GURRI: As Marshall McLuhan might have said, today the digital is the real. The daily lives of the mostly young people who become the public in revolt are shaped and channeled by digital information and expression. Their values are digital values: the hunger for attention, the constant need for validation, the emotive tone that ultimately fuels the rhetoric of the rant, the invention of identities and communities that overlap in weird dynamics, the disdain for everything that is not now and everyone who is not *them*.
All of this is true on social media and in the Seattle “Autonomous Zone” alike. There’s no sharp boundary crossed into the “real” when you’re communicating every waking moment. For those of us born in the 20th century, much digital behavior seems self-obsessed to a pathological extent. That’s certainly my opinion. From the other side of the generational divide, however, I suspect we Old Ones appear stuck on categories that don’t make sense anymore.
The Arab Spring, which you mention, was an early example of misunderstanding our moment. For many, the Arab revolts of 2011 seemed to follow the familiar pattern of 1989, when liberal democracy triumphed over the last totalitarian ideology. Even the label “Arab Spring” was deterministic: a flowering of democracy was the expected endpoint. That was sadly mistaken. With the exception of Tunisia, the episode ended in chaos and bloodshed, not freedom.
Unawares, we had reached the end of a centralizing era, in which a few elites made all the decisions, and crossed into the digital age, in which the polarities between the public and the elites were reversed and worked to disaggregate, to tear apart. The structures of information that helped to make possible the overthrow of dictators like Hosni Mubarak and Muammar Gaddafi also made it impossible to replace them with democracy or any other stable form of government. A vast gulf of technological change, it turned out, separated the Middle East in 2011 from the Eastern Europe of 1989.
The Arab Spring was a horrible failure. Most participants themselves expected that democracy would follow naturally after the dictators fell. But I think this judgment is less certain when it comes to revolts in affluent, democratic countries: the Yellow Vests of France, the insurgents in Chile, BLM here. The lack of demands, which you note, makes it almost impossible to say what success would look like. The question for me is, what do the participants think?

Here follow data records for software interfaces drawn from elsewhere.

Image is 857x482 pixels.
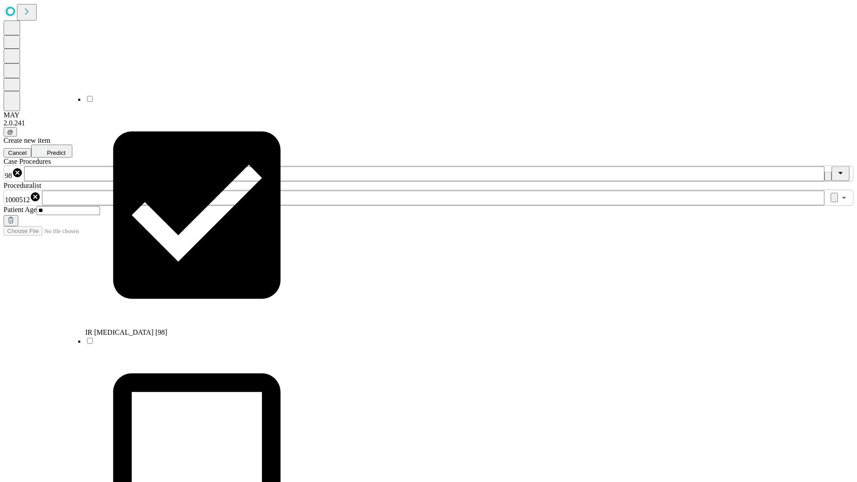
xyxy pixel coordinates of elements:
span: IR [MEDICAL_DATA] [98] [85,329,167,336]
button: Clear [831,193,838,202]
span: @ [7,129,13,135]
div: MAY [4,111,854,119]
button: Cancel [4,148,31,158]
button: Predict [31,145,72,158]
button: @ [4,127,17,137]
div: 1000512 [5,192,41,204]
span: Proceduralist [4,182,41,189]
span: 1000512 [5,196,30,204]
button: Close [832,167,850,181]
button: Clear [825,172,832,181]
span: Cancel [8,150,27,156]
span: Scheduled Procedure [4,158,51,165]
button: Open [838,192,851,204]
div: 2.0.241 [4,119,854,127]
span: Predict [47,150,65,156]
span: Create new item [4,137,50,144]
div: 98 [5,167,23,180]
span: 98 [5,172,12,179]
span: Patient Age [4,206,37,213]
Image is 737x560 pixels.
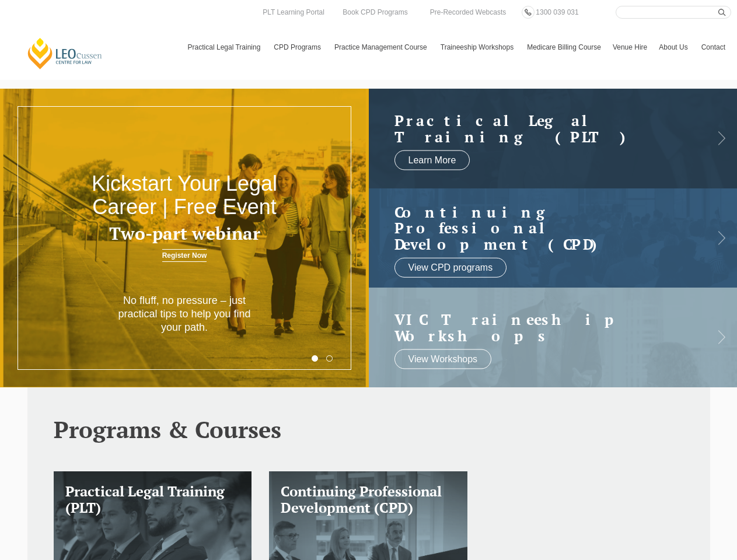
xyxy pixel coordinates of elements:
a: [PERSON_NAME] Centre for Law [26,36,104,70]
a: Book CPD Programs [340,6,410,19]
h3: Two-part webinar [74,224,295,243]
a: Practice Management Course [328,30,435,64]
a: Medicare Billing Course [521,30,607,64]
h2: Kickstart Your Legal Career | Free Event [74,172,295,218]
a: Venue Hire [607,30,653,64]
a: CPD Programs [268,30,328,64]
button: 1 [311,355,318,361]
a: Practical Legal Training [182,30,268,64]
h3: Continuing Professional Development (CPD) [281,483,456,517]
h3: Practical Legal Training (PLT) [66,483,241,517]
h2: Programs & Courses [54,417,684,442]
button: 2 [326,355,332,361]
span: 1300 039 031 [536,8,579,16]
a: VIC Traineeship Workshops [395,311,689,344]
a: Learn More [395,151,470,170]
a: Practical LegalTraining (PLT) [395,113,689,145]
h2: Practical Legal Training (PLT) [395,113,689,145]
a: View CPD programs [395,258,508,278]
a: PLT Learning Portal [259,6,328,19]
a: Continuing ProfessionalDevelopment (CPD) [395,203,689,252]
a: Traineeship Workshops [435,30,521,64]
h2: Continuing Professional Development (CPD) [395,203,689,252]
a: Register Now [162,249,208,262]
a: Contact [696,30,731,64]
a: 1300 039 031 [533,6,581,19]
p: No fluff, no pressure – just practical tips to help you find your path. [111,294,259,335]
a: View Workshops [395,349,492,370]
a: About Us [653,30,696,64]
a: Pre-Recorded Webcasts [427,6,510,19]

To an outsider, their objectives seem very subjective. You can watch hours of videos of young protesters in Seattle, Portland and elsewhere, and never come across a coherent political demand. On the other hand, you often hear pride in how they are modeling, in their behavior and interactions with one another, the virtues needed to change the world. The assertion of moral superiority may mean that the participants consider the protests to be more performative and existential than political.
This, of course, is the way of the web. You are expected to express yourself, so long as you display the right virtue signals and stay within a narrow range of opinion. The world is changed by gaining and keeping millions of followers—hence the immense pressure to conform, enforced by digital mobs that, in this environment, serve a function similar to that of institutional structures.

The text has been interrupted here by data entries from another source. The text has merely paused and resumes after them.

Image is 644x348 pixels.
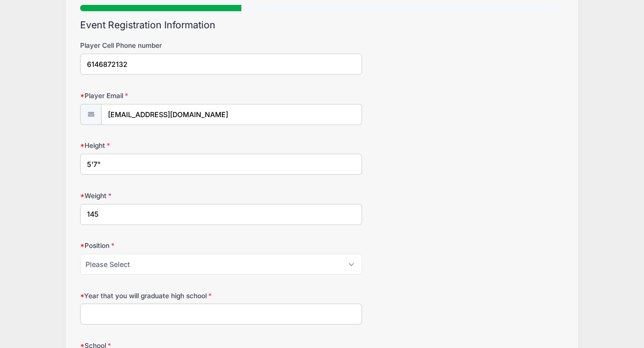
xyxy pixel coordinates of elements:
[80,291,241,301] label: Year that you will graduate high school
[101,104,362,125] input: email@email.com
[80,241,241,250] label: Position
[80,91,241,101] label: Player Email
[80,141,241,151] label: Height
[80,191,241,200] label: Weight
[80,20,564,31] h2: Event Registration Information
[80,41,241,50] label: Player Cell Phone number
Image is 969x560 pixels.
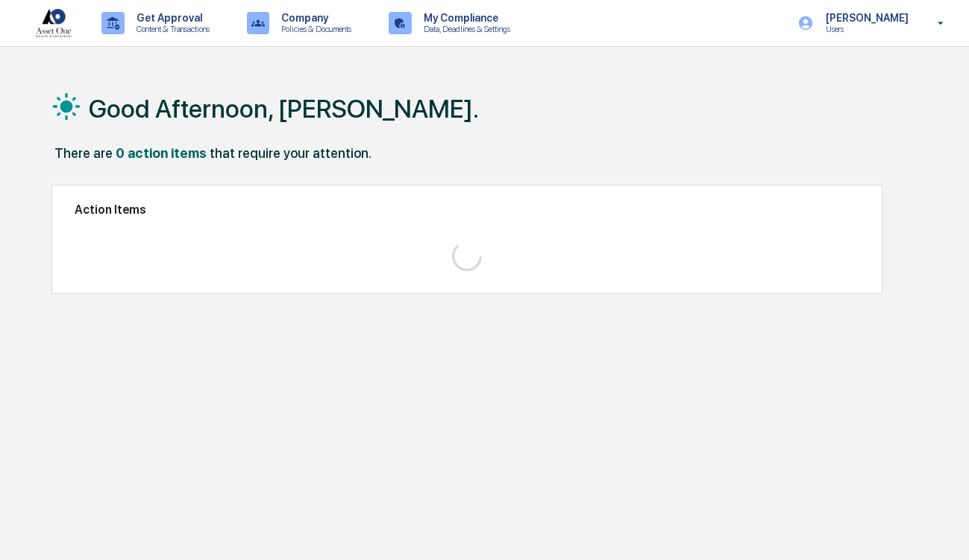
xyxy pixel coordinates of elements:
div: There are [54,145,112,161]
p: Content & Transactions [124,24,217,35]
div: 0 action items [116,145,206,161]
p: [PERSON_NAME] [814,12,916,24]
div: that require your attention. [210,145,371,161]
p: Policies & Documents [269,24,358,35]
h1: Good Afternoon, [PERSON_NAME]. [89,94,478,123]
p: Data, Deadlines & Settings [412,24,517,35]
p: Get Approval [124,12,217,24]
p: My Compliance [412,12,517,24]
p: Users [814,24,916,35]
img: logo [35,9,72,37]
p: Company [269,12,358,24]
h2: Action Items [74,203,859,217]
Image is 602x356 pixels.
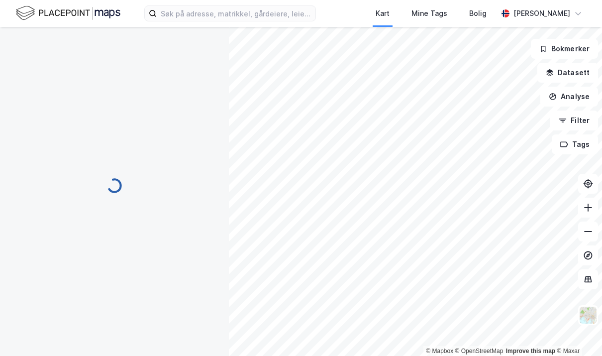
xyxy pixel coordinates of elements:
[537,63,598,83] button: Datasett
[540,87,598,106] button: Analyse
[106,178,122,194] img: spinner.a6d8c91a73a9ac5275cf975e30b51cfb.svg
[513,7,570,19] div: [PERSON_NAME]
[376,7,390,19] div: Kart
[16,4,120,22] img: logo.f888ab2527a4732fd821a326f86c7f29.svg
[157,6,315,21] input: Søk på adresse, matrikkel, gårdeiere, leietakere eller personer
[579,306,598,324] img: Z
[552,308,602,356] div: Kontrollprogram for chat
[426,347,453,354] a: Mapbox
[531,39,598,59] button: Bokmerker
[469,7,487,19] div: Bolig
[455,347,504,354] a: OpenStreetMap
[550,110,598,130] button: Filter
[552,134,598,154] button: Tags
[506,347,555,354] a: Improve this map
[552,308,602,356] iframe: Chat Widget
[411,7,447,19] div: Mine Tags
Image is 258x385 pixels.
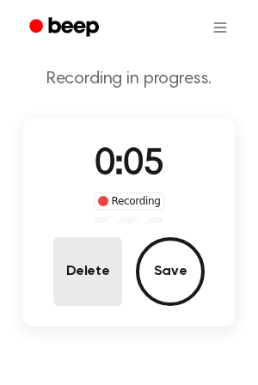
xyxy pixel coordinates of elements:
p: Recording in progress. [14,69,244,90]
button: Delete Audio Record [53,237,122,306]
button: Open menu [199,7,241,48]
a: Beep [17,11,114,45]
div: Recording [94,192,165,210]
span: 0:05 [94,147,163,183]
button: Save Audio Record [136,237,204,306]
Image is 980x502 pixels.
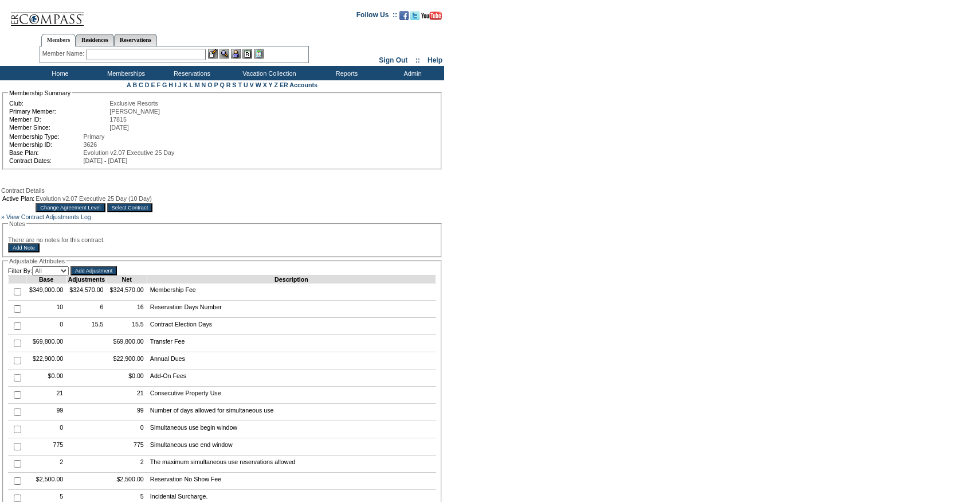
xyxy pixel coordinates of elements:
a: Residences [75,34,115,46]
td: Adjustments [67,276,107,284]
a: Y [269,81,273,88]
img: Subscribe to our YouTube Channel [421,12,442,20]
a: I [175,81,177,88]
td: 6 [67,300,107,318]
td: $324,570.00 [67,284,107,300]
a: X [263,81,267,88]
span: Primary [84,133,105,140]
img: Compass Home [10,3,84,26]
td: Consecutive Property Use [146,387,436,403]
td: Base Plan: [10,149,83,156]
td: $22,900.00 [26,352,67,369]
span: Exclusive Resorts [109,100,159,107]
a: D [145,81,150,88]
a: M [195,81,200,88]
a: H [168,81,173,88]
td: The maximum simultaneous use reservations allowed [146,455,436,473]
td: 0 [107,421,146,438]
a: J [178,81,182,88]
img: View [219,49,229,59]
a: Reservations [115,34,157,46]
span: There are no notes for this contract. [8,236,105,243]
a: Subscribe to our YouTube Channel [421,15,442,22]
td: Net [107,276,146,284]
a: » View Contract Adjustments Log [1,213,91,220]
span: :: [415,56,420,65]
a: O [208,81,212,88]
td: $22,900.00 [107,352,146,369]
td: Simultaneous use end window [146,438,436,455]
td: Reservation No Show Fee [146,473,436,489]
legend: Notes [8,220,26,227]
td: Admin [378,66,444,80]
a: C [139,81,143,88]
td: $324,570.00 [107,284,146,300]
td: Description [146,276,436,284]
a: U [244,81,248,88]
td: Transfer Fee [146,335,436,352]
a: Follow us on Twitter [410,15,420,22]
div: Contract Details [1,187,443,194]
span: 17815 [109,115,127,122]
a: W [256,81,261,88]
img: Follow us on Twitter [410,11,420,20]
td: 0 [26,421,67,438]
legend: Membership Summary [8,90,72,97]
span: 3626 [84,141,97,148]
span: [PERSON_NAME] [109,108,160,115]
td: $69,800.00 [26,335,67,352]
img: Reservations [242,49,253,59]
span: Evolution v2.07 Executive 25 Day (10 Day) [35,195,152,202]
a: L [189,81,193,88]
span: [DATE] [109,124,129,131]
td: $2,500.00 [26,473,67,489]
td: Reports [312,66,378,80]
a: N [202,81,207,88]
td: 0 [26,318,67,335]
td: Member ID: [10,115,109,122]
td: Primary Member: [10,108,109,115]
td: Memberships [91,66,158,80]
td: Member Since: [10,124,109,131]
td: 10 [26,300,67,318]
td: 21 [107,387,146,403]
div: Member Name: [42,49,86,59]
a: F [157,81,161,88]
a: V [250,81,254,88]
a: Help [427,56,443,65]
legend: Adjustable Attributes [8,257,66,264]
a: Z [274,81,278,88]
td: Membership Type: [10,133,83,140]
span: [DATE] - [DATE] [84,158,127,164]
td: Number of days allowed for simultaneous use [146,403,436,421]
span: Evolution v2.07 Executive 25 Day [84,149,175,156]
td: Filter By: [8,266,69,275]
a: Q [219,81,224,88]
td: 15.5 [107,318,146,335]
input: Add Adjustment [70,266,116,275]
td: Vacation Collection [223,66,312,80]
input: Add Note [8,243,40,252]
td: 99 [107,403,146,421]
td: $349,000.00 [26,284,67,300]
td: Reservation Days Number [146,300,436,318]
td: 2 [26,455,67,473]
a: S [232,81,236,88]
td: Reservations [158,66,223,80]
a: A [127,81,130,88]
a: P [214,81,218,88]
td: Membership Fee [146,284,436,300]
td: Simultaneous use begin window [146,421,436,438]
td: 21 [26,387,67,403]
td: Add-On Fees [146,369,436,387]
td: Membership ID: [10,141,83,148]
img: Impersonate [231,49,241,59]
td: 16 [107,300,146,318]
a: Members [41,34,76,47]
td: $69,800.00 [107,335,146,352]
img: b_edit.gif [209,49,217,59]
input: Change Agreement Level [35,203,105,212]
td: $0.00 [26,369,67,387]
td: Annual Dues [146,352,436,369]
td: Base [26,276,67,284]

The failure of protests to evolve into revolutionary institutions should not surprise anyone. After all, we are watching the great hierarchical organizations we have inherited from the 20th century crumble apart from the pressure of the digital storm. The temper of the times, I repeat, favors unbundling and disintegration. If that colossal machine, modern government, is sputtering and grinding to a halt, we shouldn’t expect a disorganized public to erect new structures that possess any staying power.
I’m going to make an act of faith and say that new institutions will arise that account for the digital environment and the web culture. With luck, they will embody our ideals of democracy and equality—maybe even nudge closer to these ideals. But it’s early days.